Scientific egos as fragile as eggs

When academics disagree with each other there’s only one way to settle who is right. As TV comedian Harry Hill would say: “Fight! Fight!”
Shouting around the playground that battle is underway, with fisticuffs and blood in prospect, has always been an exciting scenario for kids. And it’s really not much different among the profs. Try as they might to affect an air of gentlemanly courtesy and “collegiate” spirit, there is sometimes no disguising the ferocity and malevolence that pervades the world of academic disputes. Unlike the kids’ world, where aggression is often spontaneous and quickly resolved, in the seemingly calm groves of academe disputes can fester for months and years with antagonists trying hard to sound calm and rational. All this achieves is a build-up of pressure in the emotional volcano, so that when it finally blows it does so with one hell of an explosion and devastating fallout.
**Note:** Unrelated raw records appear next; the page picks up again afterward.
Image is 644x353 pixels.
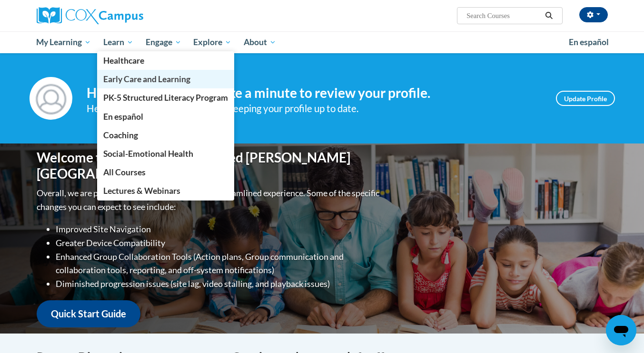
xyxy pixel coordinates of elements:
span: Lectures & Webinars [103,186,180,196]
span: En español [103,112,143,122]
iframe: Button to launch messaging window, conversation in progress [606,315,636,346]
span: Social-Emotional Health [103,149,193,159]
a: Update Profile [555,91,615,106]
span: Healthcare [103,55,144,65]
span: En español [569,37,608,47]
span: Learn [103,36,133,48]
span: All Courses [103,167,146,177]
div: Help improve your experience by keeping your profile up to date. [87,101,541,117]
button: Account Settings [579,7,608,22]
li: Greater Device Compatibility [55,236,382,250]
span: About [243,36,276,48]
span: Coaching [103,130,138,141]
a: Cox Campus [36,7,218,24]
a: En español [562,32,615,52]
a: Explore [187,31,238,53]
input: Search Courses [465,10,541,21]
a: En español [97,107,234,126]
a: Early Care and Learning [97,69,234,88]
a: Learn [97,31,139,53]
span: PK-5 Structured Literacy Program [103,93,228,103]
span: Early Care and Learning [103,74,190,84]
a: Coaching [97,126,234,145]
a: Healthcare [97,51,234,69]
li: Enhanced Group Collaboration Tools (Action plans, Group communication and collaboration tools, re... [55,250,382,278]
span: My Learning [36,36,91,48]
a: All Courses [97,163,234,182]
h4: Hi [PERSON_NAME]! Take a minute to review your profile. [87,85,541,101]
a: Lectures & Webinars [97,182,234,200]
a: Engage [139,31,187,53]
a: PK-5 Structured Literacy Program [97,88,234,107]
button: Search [541,10,555,21]
a: Social-Emotional Health [97,145,234,163]
h1: Welcome to the new and improved [PERSON_NAME][GEOGRAPHIC_DATA] [36,150,382,182]
li: Improved Site Navigation [55,222,382,236]
li: Diminished progression issues (site lag, video stalling, and playback issues) [55,277,382,291]
div: Main menu [22,31,622,53]
img: Cox Campus [36,7,143,24]
span: Explore [193,36,231,48]
a: About [238,31,282,53]
span: Engage [146,36,181,48]
a: Quick Start Guide [36,300,141,327]
img: Profile Image [30,77,72,120]
a: My Learning [31,31,98,53]
p: Overall, we are proud to provide you with a more streamlined experience. Some of the specific cha... [36,186,382,214]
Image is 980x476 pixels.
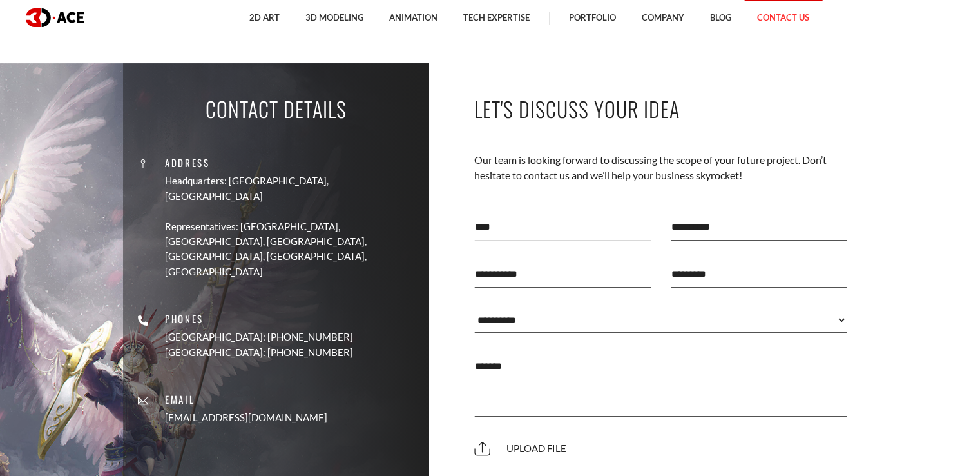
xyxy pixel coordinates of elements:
span: Upload file [474,442,566,454]
p: [GEOGRAPHIC_DATA]: [PHONE_NUMBER] [165,331,353,345]
p: Our team is looking forward to discussing the scope of your future project. Don’t hesitate to con... [474,152,848,184]
p: Representatives: [GEOGRAPHIC_DATA], [GEOGRAPHIC_DATA], [GEOGRAPHIC_DATA], [GEOGRAPHIC_DATA], [GEO... [165,219,419,280]
img: logo dark [26,9,83,27]
p: Headquarters: [GEOGRAPHIC_DATA], [GEOGRAPHIC_DATA] [165,174,419,204]
p: Phones [165,312,353,326]
a: Headquarters: [GEOGRAPHIC_DATA], [GEOGRAPHIC_DATA] Representatives: [GEOGRAPHIC_DATA], [GEOGRAPHI... [165,174,419,279]
p: [GEOGRAPHIC_DATA]: [PHONE_NUMBER] [165,345,353,360]
p: Contact Details [206,94,347,123]
p: Address [165,156,419,170]
p: Email [165,392,327,407]
p: Let's Discuss Your Idea [474,94,848,123]
a: [EMAIL_ADDRESS][DOMAIN_NAME] [165,410,327,426]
Sexnet is like that. (See A rather special forum called Sexnet, 25 November). Thanks to being battle-hardened after taking decades of abuse as a paedophile activist, the quarrels on Sexnet are all pretty much water off a duck’s back to me, even when (which is not often, so no complaints) I am targeted for snide put-downs – or ad hominem attack , as they say in the business. I have noticed that others, though, are extraordinarily thin-skinned, including some of the big beasts of the academic jungle, star research scientists of world renown: the tiniest criticism sees them throw a hissy fit; you can all but hear their fragile egos cracking like eggs.
A classic example was on display when in March this year I took issue with James Cantor’s theory that paedophilia is caused by “crossed-wiring” in the brain. Using MRI scanning on paedophiles, he had identified differences in the “white matter” of their brains compared to those of others. I asked him, in a post to Sexnet, whether the observed differences were caused by the experience of being a paedophile, rather than, as he claimed, caused by paedophilia. Instead of simply answering my question, which would have been the sane and sensible thing to do, he ranted and raved about those who ask “politically motivated” questions, saying there was no point in talking to “flat earthers” and the like.
The problem with that “line of argument”, though his emotional outburst scarcely deserves such a description, is that I had put a fair bit of work into framing the question, which was quite technical in nature and I felt sure that anyone who knew anything about the growing science of epigenetics, in particular, would feel it was a sensible thing to ask.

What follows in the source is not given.